JC Studies provides the needed context through books, audio teachings, and online teachings at jcstudies.com, as well as at conferences and seminars.

The Center started its task in 1984 when it was founded by Dwight A. Pryor. Pryor met a group of scholars on a study trip in Israel who would later found the Jerusalem School for Synoptic Research (jerusalemschool.org, jerusalemperspective.com). He wanted to make their discoveries available to American Christians.
“They were shedding much-needed light on the Jewishness of Jesus through linguistic, archeological and cultural studies,” James says. The founding of JC Studies came at a time when Christians around the world were thinking more about the Jewish roots of their faith.
After getting the Center going, Pryor started accepting invitations to teach what he was learning from the Jerusalem School.
“That was something the Lord particularly blessed,” James says.
But soon the ministry’s growth called for extra hands to manage it. That’s when James entered the picture.
He had been a pastor at a church in suburban Seattle for seven years, all the while benefitting from the work of the Center. Right after college, James had read Our Father Abraham: Jewish Roots of the Christian Faith by Marvin Wilson, which had been sold through JC Studies. The book filled in some theological blanks for him, James says.
“I felt I got a more comprehensive education just by reading the book, so I contacted the ministry and began studying with Dwight Pryor,” he says.
James became a better disciple as a result of what he was learning and was able to use what he learned to help the flock at his church. When the need for better organization of the Center for Judaic-Christian Studies became apparent, though, James felt called to work alongside Pryor. While Pryor mostly traveled, pursuing his passion of teaching, James gave the ministry “some interior definition and forward direction.”
Pryor died in 2011, but the Center continues to promote his teachings as well as newer writings by others. James’ teachings are offered, and the Center is also selling Marvin Wilson’s Exploring Our Hebraic Heritage: A Christian Theology of Roots and Renewal.
JC Studies’ fruit-bearing continues, James says, but it is not without its challenges.
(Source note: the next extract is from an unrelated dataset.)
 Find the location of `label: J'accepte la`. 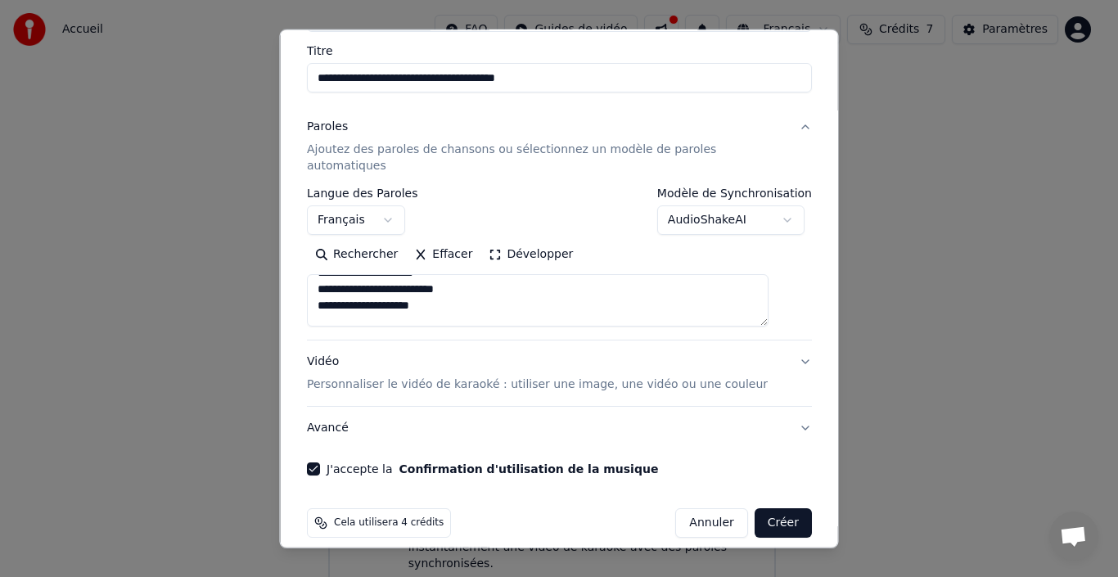

label: J'accepte la is located at coordinates (492, 469).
“The first roadblock you encounter in this field of study is that of anti-Semitism,” James says. “To the Biblical mind, it’s no surprise to find anti-Semitism in the world, but in the Church? This would have been unthinkable to the apostles. Yet it exists in a largely unexamined and accepted way.”
For instance, to say that “the Old Testament is law and the New Testament is grace is, at its core, a theological anti-Semitism.” James says that there is a Hebrew word for this kind of nonsense: “Bah-loh-nee” (Bologna).
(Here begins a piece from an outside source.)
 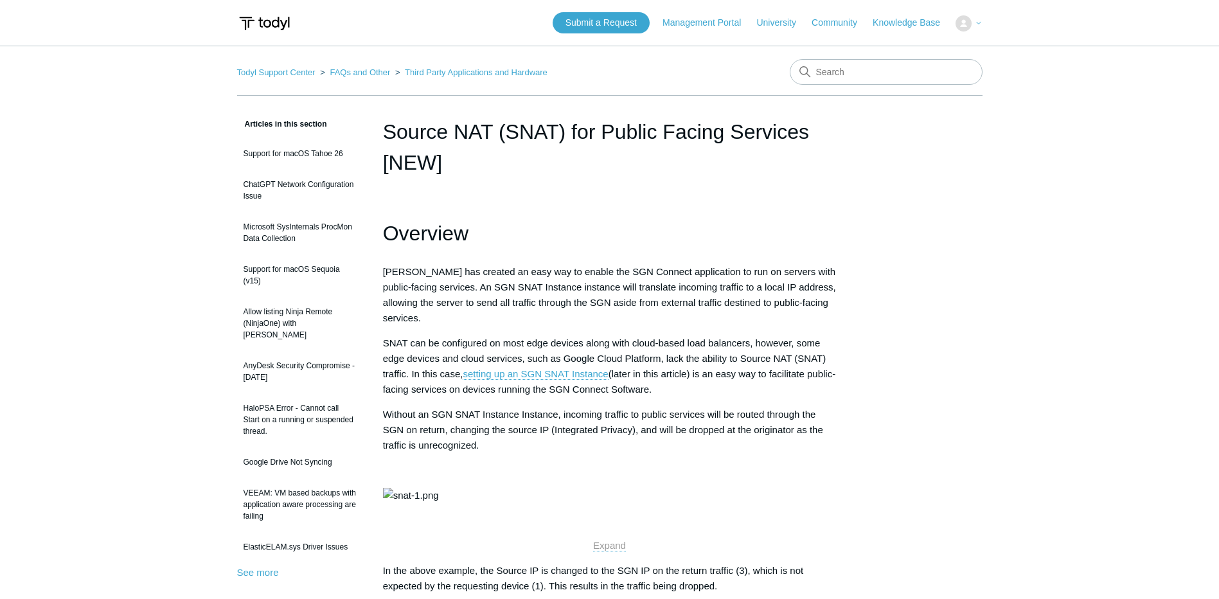 What do you see at coordinates (355, 72) in the screenshot?
I see `li: FAQs and Other` at bounding box center [355, 72].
“Again, that oversimplified cliche of law vs. grace, which is embedded in the mind of almost every Protestant, assumes that there was no grace-based salvation in the early covenants,” he says. “It also presumes there is no law in the New Covenant, nothing to obey, no commandments, which is obviously foolishness.
“Another potential stumbling block to Christians arises from a related misconception. If salvation was by works in God’s Covenant with Israel, then works are inherently bad. But as a matter of fact, they are our inheritance,” James says.
“Works are the fruit of obedience that comes from entering into a covenant relationship with the living God,” he says, “Which has always been by grace through faith. Paul knew this full well. We’ve been created for good works in Christ Jesus (Ephesians 2:10).”
Personally, James and his wife, Tamora, try to share these and other concepts through parental mentoring. They are part of a congregation called Church of the Messiah in Xenia, Ohio, and serve in the Dayton, Ohio, homeschooling network.
“I love homeschooling parents because they’ve already taken responsibility for their child’s discipleship,” says James, a homeschooling father of four. “We’re big fans of pastoral ministry. We’re big fans of the Church. But as any pastor will tell you, he would like to strengthen the hands of parents who are doing the work rather than the other way around.
“Following my passion of equipping parents to disciple their children to read and understand the Bible translates into accepting more invitations in the homeschooling movement because we share a common interest. Parents homeschool in order to give their children the best possible educational foundation. Yet Christian parents know that education is to serve the greater purpose of discipleship. They are looking for some basic handles on teaching the big picture story of the Scriptures to their own children. I remind them that this is part of their good works in Christ Jesus (Deuteronomy 11:19).”
One of the ways parents can use the Jewish roots of their Christian faith to disciple their children is to celebrate the Biblical festivals with them in some way.
“The reason we take you back into the life and times of Jesus and the early Church is in order for you to go forward into your own fullness of time with more faithfulness,” he says.
For instance, families can build a sukkah, or booth, during the Festival of Sukkot (Tabernacles).
“Remember,” says James, “this is not divine obligation but divine opportunity.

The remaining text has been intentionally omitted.